Small retail eats Big, Bad policy is Good and Sanctions means more Revenue - upside is down in Africa this week
a QCX Africa publication
Hi QCX People!
Between illegal immigration apparently being a good way to attract financial aid, and the downstream implications of the Russia-Ukraine war, geopolitics strikes again, and we’re really intrigued with the dynamics!
Today we’re highlighting some interesting movements across the continent, and as always some tips to take full advantage them for your activities in Africa.
Big Retail becomes small retail as Shoprite exits to Nigerian firm who will franchise the supermarket (AfricaNews)
Why it actually matters: African retail has long been dominated by micro-retailers like spaza shops and small, independent franchisees. The prospect of outsized returns for bigger firms has been pinned on this status quo changing and retail being gobbled up by Big Retail. But Shoprite’s exit of Africa’s largest economy, coupled with the acquirers plans to decentralise the chain, suggest that perhaps the independent micro-retailer model will prevail for the local context.
Summary: Africa’s biggest supermarket retailer, Shoprite, has struck a deal to sell its Nigerian operation to a local firm who intends to change from an ownership model to a franchise one. Speculation is rife as to whether the core driver of the move is politically-induced by bad economic policy, or if the foundational retail model on which Shoprite is built simple isn’t working in Nigeria.
Marketing Insight: When running digital marketing within a franchise group, it’s best to centralise operations to ensure conformity in messaging and reduce costs across the board.
E-commerce Franchise Tip: Franchise models get battle tested within an e-Commerce environment as all branches need to present a unified pricing / business model.
Tunisia & Europe - a loveless marriage? (AfricaNews)
Why it actually matters: Ironically, bad policy can turn out to be good policy sometimes… Uncontrolled illegal immigration by Africans, through Tunisia and into the EU, has turned out to be a huge bargaining chip for the country, which is netting Tunisia millions in aid packages and infrastructure partnerships in exchange for stemming the flow of migrants.
Summary: The European Union and Tunisia have struck a deal on the back of much recent, illegal immigration activity that has been taking place as migrants funnel through Tunisia into EU states. Under the deal, Tunisia will take measures to stem the flow of illegal migrants that have been flooding through it’s doors to get into the EU, and ‘in return’ (not explicitly stated as such, but obvious enough) it will receive various aid packages from the EU including €65m worth of funding for 80 Tunisian schools.
Reject Club - Countries with downstream hurt are rallying to BRICS (AfricaNews)
Why it actually matters: Trade between Russia and Africa is up 35% in the first half of 2023, according to Russia. With BRICS alliances becoming more entrenched and dozens of countries now looking to join the alliance to lessen the downstream blow of sanctions against Russia, either trade is going to keep expanding rapidly, or political fallout is imminent as the West pressures BRICS to parley.
Summary: 40+ countries most hurt and most incapable of absorbing economic blowout resulting from Western sanctions against Russia (in the wake of their invasion into Ukraine), have expressed interest in or outright applied to join the BRICS trade agreement. South Africa, as host of the upcoming BRICS summit, is under pressure to reject these nations, as expansion of the alliance would provide Russia with more export destinations and undermine sanctions.
Marketing Insight: With Tech companies like Shopify suspending operations in Russia, open source Tech like Wordpress / Woo Commerce have been placed in awkward situation of having to govern “anti-war plugins” and polices on a relatively open marketplace.
Fact: ‘Q’, ‘C’ and ‘X’ are the English denotations for the 3 most common linguistic clicks in African languages. If you can say all three clicks, three times in a row fast, you can legally call yourself African.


Task statement:
How many lines in the records below contain "JSON"? Reply with the number only.

(Dataset records on visual material)
========

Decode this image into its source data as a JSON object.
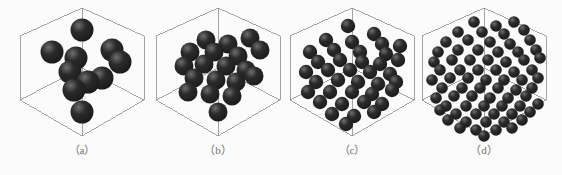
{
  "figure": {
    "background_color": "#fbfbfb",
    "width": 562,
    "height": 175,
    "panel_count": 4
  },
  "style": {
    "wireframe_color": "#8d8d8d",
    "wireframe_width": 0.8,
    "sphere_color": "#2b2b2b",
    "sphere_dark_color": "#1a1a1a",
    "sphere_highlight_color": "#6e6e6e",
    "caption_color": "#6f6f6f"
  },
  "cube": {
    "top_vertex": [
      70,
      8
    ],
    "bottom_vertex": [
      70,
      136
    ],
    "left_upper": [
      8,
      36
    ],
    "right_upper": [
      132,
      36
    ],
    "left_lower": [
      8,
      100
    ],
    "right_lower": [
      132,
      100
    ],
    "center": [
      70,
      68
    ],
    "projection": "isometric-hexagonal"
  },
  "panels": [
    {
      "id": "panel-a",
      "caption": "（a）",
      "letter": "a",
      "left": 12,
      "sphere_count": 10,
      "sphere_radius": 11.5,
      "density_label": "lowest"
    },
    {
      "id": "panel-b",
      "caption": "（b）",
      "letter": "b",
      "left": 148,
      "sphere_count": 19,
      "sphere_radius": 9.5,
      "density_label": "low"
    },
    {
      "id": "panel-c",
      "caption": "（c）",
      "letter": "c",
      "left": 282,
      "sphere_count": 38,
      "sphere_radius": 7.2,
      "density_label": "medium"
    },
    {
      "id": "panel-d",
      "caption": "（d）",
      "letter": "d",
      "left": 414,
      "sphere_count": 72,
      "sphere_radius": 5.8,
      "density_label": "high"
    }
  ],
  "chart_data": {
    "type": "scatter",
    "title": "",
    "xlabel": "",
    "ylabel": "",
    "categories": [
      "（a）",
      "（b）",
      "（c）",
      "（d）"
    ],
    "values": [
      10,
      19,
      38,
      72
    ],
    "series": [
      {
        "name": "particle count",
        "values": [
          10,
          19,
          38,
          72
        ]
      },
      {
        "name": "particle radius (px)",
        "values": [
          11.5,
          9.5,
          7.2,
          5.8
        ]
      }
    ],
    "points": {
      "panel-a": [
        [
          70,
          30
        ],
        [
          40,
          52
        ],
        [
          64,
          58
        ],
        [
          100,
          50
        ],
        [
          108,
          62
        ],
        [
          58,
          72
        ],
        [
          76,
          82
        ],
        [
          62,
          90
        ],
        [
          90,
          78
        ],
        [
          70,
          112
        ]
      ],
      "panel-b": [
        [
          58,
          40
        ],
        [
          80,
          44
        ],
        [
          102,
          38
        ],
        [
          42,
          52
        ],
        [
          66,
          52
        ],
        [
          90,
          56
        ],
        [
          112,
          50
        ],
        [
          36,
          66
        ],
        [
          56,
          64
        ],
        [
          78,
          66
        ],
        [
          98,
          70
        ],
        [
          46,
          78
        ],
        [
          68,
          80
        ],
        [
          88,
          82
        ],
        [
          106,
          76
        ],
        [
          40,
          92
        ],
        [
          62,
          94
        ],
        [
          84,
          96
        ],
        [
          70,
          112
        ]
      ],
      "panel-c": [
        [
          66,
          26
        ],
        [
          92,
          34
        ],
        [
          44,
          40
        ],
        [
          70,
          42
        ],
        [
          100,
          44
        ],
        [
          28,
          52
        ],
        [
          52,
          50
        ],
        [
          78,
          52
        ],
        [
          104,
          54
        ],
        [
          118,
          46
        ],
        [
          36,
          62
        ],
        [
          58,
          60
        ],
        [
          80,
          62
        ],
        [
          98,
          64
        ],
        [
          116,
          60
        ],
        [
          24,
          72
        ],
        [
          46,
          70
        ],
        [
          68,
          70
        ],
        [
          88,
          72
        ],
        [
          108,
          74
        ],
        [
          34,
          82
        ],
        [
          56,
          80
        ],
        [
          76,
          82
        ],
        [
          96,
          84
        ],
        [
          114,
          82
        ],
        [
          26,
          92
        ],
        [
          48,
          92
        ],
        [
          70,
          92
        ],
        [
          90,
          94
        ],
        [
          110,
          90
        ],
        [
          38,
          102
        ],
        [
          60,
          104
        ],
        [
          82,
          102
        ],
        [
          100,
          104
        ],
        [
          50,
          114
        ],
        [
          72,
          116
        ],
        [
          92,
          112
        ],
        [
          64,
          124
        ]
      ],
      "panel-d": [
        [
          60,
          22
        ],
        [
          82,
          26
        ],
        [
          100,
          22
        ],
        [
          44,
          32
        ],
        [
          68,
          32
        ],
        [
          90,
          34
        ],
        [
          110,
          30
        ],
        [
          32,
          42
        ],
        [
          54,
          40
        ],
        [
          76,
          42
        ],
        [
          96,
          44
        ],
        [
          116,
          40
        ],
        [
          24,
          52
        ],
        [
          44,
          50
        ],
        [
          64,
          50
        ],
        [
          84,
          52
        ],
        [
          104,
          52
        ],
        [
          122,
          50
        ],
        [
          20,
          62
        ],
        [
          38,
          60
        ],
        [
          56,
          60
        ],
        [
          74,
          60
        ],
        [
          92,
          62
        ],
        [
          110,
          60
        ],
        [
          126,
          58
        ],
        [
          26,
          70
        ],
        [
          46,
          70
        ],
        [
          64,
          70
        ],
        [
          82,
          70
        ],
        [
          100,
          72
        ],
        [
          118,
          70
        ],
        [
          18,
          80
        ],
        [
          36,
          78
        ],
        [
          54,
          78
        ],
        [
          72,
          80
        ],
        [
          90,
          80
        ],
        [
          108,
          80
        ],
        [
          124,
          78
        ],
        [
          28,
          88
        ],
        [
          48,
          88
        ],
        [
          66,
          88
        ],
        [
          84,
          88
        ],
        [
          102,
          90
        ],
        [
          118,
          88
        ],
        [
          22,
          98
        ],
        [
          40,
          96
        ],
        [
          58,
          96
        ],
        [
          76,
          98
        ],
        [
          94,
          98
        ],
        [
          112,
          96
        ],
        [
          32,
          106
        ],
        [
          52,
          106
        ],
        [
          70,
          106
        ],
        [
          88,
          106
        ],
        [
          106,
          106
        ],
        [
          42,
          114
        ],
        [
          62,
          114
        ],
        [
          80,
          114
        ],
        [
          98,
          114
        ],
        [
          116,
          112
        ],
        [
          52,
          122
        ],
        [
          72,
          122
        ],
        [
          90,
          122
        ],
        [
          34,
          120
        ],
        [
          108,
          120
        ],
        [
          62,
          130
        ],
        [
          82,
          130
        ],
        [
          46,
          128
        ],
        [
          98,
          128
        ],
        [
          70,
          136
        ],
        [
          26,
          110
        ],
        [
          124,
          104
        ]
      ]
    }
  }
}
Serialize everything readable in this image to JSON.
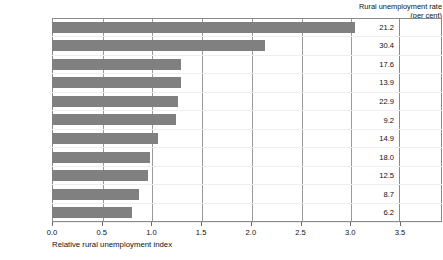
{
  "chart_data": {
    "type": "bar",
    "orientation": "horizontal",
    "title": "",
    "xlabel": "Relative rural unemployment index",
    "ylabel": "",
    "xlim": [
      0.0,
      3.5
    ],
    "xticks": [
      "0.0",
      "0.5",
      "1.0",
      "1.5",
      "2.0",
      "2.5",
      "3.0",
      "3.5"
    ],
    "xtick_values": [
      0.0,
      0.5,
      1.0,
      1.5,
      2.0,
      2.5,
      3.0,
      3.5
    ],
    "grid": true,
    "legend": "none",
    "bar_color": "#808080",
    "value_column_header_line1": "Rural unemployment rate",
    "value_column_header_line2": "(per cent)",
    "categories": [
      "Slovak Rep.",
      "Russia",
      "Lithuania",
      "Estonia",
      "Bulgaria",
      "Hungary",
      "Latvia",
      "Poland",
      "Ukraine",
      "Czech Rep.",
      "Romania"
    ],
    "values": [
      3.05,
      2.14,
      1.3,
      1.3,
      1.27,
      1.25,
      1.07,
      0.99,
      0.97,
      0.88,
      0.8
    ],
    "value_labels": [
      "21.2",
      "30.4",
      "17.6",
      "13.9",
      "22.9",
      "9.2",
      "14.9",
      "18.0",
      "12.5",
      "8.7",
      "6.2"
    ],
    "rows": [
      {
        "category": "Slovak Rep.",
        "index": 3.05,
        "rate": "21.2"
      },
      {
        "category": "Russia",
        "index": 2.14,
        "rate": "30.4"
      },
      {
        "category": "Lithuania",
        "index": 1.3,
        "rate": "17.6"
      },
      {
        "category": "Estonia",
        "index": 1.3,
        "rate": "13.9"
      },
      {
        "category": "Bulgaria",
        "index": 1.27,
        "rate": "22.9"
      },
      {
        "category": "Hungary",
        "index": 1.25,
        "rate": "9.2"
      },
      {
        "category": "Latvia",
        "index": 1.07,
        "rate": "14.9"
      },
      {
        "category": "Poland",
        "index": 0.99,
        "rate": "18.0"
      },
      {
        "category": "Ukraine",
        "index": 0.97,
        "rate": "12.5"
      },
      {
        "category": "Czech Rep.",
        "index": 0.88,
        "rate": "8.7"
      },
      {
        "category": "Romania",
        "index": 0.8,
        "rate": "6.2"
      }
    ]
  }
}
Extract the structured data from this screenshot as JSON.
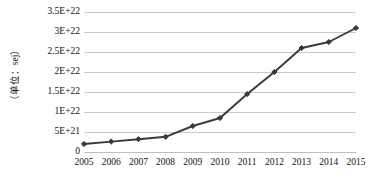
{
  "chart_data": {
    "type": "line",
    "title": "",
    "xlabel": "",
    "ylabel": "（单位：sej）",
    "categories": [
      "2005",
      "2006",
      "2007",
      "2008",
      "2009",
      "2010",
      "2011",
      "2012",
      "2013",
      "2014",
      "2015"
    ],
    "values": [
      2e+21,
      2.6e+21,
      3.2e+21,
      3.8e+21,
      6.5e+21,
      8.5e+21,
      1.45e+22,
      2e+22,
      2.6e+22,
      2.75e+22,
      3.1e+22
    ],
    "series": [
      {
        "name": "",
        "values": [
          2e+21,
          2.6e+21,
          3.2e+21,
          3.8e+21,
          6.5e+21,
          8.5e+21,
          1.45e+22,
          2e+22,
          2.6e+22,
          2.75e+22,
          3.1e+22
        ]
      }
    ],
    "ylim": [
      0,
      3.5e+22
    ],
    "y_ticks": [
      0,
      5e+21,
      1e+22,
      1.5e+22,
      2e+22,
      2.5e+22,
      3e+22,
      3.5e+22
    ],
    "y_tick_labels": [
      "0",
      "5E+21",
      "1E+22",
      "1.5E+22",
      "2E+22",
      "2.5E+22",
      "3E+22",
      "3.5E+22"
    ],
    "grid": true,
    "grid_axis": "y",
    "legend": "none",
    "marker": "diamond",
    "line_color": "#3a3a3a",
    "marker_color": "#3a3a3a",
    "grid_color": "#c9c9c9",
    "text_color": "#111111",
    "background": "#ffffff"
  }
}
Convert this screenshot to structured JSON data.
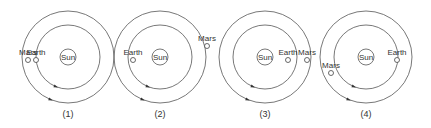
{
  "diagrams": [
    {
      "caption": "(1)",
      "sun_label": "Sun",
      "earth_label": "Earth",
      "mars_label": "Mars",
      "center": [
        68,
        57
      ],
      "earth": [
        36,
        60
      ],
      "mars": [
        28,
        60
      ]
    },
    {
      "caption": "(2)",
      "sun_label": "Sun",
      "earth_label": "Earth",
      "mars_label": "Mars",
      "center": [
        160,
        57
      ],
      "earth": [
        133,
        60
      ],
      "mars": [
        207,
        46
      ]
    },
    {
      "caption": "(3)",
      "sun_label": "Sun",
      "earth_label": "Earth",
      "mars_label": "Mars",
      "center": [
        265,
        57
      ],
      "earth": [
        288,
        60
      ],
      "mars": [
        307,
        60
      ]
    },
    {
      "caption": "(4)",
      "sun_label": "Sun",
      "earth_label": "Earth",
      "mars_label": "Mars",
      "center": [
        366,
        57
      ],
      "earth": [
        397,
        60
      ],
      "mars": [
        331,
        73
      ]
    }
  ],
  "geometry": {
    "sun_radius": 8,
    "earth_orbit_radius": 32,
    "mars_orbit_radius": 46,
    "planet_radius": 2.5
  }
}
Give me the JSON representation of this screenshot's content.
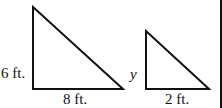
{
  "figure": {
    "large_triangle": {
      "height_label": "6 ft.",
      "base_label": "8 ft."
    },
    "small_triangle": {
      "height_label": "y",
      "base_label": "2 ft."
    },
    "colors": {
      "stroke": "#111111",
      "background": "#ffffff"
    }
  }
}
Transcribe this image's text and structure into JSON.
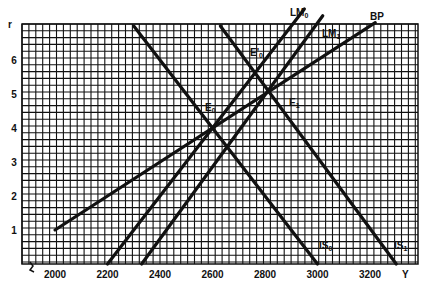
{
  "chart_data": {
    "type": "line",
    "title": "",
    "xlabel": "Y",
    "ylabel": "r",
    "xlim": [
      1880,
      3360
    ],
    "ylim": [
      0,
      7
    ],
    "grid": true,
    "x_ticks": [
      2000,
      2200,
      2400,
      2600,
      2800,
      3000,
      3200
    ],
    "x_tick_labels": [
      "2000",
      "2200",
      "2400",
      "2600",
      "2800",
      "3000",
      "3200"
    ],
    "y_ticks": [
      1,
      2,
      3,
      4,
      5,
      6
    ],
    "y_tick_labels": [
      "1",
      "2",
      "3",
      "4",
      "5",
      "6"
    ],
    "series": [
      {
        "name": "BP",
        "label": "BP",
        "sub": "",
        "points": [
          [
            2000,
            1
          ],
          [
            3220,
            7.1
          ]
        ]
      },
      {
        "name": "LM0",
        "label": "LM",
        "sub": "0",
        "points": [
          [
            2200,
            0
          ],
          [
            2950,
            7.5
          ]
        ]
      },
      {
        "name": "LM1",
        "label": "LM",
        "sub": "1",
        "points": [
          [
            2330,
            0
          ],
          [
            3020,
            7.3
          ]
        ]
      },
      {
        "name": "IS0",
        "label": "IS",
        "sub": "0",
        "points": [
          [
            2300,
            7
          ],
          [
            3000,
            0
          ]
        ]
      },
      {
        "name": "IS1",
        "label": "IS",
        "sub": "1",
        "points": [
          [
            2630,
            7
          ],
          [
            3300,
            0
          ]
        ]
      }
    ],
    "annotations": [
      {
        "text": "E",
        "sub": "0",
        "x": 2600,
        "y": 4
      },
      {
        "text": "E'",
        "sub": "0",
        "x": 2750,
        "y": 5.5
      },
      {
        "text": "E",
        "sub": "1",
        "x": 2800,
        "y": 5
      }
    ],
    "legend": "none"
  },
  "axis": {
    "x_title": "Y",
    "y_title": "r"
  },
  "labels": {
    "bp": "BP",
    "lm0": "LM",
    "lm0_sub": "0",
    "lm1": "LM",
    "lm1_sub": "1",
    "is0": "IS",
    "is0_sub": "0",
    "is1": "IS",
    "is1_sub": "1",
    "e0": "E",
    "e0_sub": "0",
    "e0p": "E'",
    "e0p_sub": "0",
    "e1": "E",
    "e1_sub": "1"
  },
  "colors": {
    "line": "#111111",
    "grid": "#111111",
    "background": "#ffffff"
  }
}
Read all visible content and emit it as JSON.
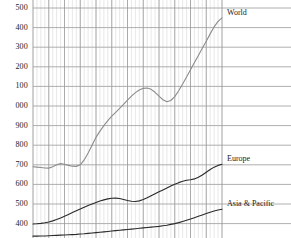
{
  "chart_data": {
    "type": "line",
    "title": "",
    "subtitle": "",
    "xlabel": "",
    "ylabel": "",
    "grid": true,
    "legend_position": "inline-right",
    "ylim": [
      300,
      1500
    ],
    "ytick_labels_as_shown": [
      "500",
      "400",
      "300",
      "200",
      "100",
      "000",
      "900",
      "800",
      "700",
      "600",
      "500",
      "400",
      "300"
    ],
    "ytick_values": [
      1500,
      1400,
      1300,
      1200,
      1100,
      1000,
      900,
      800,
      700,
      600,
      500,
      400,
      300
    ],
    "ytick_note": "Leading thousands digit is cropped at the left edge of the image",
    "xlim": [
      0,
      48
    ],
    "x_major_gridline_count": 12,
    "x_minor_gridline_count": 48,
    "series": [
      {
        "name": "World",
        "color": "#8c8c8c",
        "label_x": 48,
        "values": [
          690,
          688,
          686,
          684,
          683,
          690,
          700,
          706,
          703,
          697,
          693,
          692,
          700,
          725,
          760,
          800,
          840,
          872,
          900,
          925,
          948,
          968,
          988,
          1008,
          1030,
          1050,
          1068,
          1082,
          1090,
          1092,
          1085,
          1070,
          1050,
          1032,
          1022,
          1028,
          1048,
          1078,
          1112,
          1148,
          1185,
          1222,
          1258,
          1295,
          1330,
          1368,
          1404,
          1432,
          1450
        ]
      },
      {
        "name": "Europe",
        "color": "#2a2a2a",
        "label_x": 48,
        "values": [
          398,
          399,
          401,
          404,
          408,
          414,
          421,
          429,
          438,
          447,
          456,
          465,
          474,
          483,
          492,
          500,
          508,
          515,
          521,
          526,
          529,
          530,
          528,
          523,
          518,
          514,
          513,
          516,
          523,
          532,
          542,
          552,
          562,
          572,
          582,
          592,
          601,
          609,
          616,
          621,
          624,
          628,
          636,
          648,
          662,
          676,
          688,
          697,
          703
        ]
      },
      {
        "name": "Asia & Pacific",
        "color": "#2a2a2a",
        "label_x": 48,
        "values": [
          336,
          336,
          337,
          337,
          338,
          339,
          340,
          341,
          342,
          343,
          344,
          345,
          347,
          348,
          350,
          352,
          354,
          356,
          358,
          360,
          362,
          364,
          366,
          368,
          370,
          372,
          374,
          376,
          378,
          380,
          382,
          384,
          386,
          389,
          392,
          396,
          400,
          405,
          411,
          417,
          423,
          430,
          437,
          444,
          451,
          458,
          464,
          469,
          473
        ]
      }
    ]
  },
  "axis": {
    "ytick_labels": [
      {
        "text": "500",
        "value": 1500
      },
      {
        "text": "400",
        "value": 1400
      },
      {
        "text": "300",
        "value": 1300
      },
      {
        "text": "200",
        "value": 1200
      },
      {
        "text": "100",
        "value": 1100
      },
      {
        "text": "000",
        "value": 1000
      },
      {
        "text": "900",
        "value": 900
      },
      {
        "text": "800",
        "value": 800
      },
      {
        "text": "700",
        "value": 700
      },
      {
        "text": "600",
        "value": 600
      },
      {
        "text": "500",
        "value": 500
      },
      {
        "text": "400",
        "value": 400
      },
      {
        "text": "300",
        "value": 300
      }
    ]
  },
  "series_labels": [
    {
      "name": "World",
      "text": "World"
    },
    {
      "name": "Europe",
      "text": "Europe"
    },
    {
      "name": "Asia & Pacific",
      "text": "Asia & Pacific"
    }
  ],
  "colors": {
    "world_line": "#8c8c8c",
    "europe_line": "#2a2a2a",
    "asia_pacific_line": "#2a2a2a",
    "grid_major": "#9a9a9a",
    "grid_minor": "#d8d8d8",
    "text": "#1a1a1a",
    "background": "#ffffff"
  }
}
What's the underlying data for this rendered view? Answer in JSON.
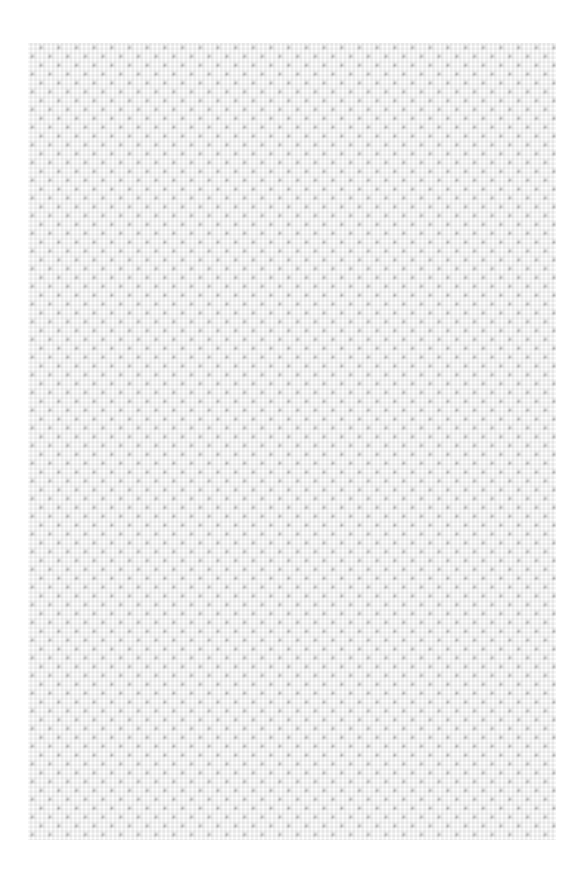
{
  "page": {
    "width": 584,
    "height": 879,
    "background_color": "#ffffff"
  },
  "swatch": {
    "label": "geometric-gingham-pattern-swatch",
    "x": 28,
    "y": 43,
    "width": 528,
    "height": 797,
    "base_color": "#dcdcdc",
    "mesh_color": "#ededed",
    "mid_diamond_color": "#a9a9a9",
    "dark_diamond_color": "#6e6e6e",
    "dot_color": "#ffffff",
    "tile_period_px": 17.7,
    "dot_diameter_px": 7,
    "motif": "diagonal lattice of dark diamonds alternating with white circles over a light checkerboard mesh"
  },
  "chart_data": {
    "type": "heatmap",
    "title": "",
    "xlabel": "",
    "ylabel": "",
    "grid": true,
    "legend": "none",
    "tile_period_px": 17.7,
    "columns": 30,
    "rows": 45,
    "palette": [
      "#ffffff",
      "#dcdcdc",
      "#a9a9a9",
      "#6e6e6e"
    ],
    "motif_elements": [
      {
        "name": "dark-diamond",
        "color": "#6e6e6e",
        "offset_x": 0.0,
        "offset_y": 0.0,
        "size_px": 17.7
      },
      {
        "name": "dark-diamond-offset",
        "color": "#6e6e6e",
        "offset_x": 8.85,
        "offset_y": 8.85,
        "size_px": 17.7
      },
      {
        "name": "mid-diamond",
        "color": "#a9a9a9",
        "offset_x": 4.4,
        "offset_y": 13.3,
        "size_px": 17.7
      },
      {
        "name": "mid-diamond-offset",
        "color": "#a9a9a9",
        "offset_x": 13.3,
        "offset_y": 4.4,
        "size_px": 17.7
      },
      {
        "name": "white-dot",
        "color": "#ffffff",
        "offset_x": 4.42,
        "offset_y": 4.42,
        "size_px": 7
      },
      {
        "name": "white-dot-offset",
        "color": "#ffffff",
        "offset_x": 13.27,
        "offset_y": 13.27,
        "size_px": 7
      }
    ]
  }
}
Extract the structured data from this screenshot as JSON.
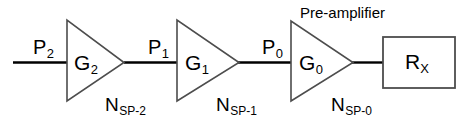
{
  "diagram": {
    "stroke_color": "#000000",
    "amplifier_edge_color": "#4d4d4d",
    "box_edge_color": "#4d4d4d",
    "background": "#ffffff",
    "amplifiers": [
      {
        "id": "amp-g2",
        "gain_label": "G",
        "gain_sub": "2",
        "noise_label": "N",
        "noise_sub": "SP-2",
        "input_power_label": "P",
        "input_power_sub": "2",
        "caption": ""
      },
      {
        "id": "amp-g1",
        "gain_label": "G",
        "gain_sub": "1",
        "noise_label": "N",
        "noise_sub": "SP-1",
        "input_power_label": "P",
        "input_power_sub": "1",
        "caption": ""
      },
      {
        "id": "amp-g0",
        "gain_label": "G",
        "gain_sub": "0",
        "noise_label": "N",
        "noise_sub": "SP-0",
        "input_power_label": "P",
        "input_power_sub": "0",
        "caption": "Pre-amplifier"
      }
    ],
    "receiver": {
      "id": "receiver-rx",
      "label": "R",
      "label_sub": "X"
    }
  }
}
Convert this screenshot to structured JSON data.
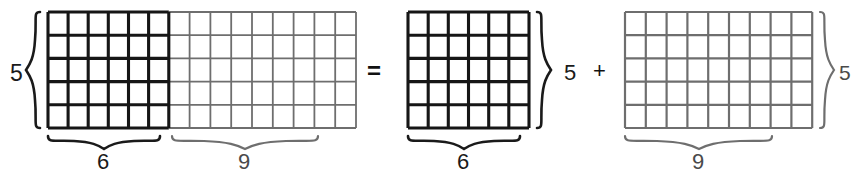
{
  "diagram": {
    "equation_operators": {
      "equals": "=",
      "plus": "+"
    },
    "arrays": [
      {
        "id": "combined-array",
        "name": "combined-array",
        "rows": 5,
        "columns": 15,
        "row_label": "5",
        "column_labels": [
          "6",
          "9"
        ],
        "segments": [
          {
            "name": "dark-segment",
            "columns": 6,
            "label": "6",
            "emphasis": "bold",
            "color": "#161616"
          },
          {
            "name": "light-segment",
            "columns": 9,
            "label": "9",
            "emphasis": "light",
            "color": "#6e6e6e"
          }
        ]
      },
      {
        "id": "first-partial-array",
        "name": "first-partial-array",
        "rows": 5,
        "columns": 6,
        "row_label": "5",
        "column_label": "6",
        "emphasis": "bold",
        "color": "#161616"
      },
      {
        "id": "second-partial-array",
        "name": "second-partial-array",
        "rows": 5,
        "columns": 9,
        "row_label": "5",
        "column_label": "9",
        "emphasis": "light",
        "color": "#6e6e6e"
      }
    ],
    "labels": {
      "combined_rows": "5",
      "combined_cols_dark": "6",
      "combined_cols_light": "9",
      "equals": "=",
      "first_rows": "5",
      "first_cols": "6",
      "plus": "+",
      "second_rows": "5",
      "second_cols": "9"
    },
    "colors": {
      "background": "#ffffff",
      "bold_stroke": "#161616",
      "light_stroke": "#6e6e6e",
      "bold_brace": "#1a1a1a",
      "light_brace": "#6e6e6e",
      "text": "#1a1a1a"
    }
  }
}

========

Solved problem:
10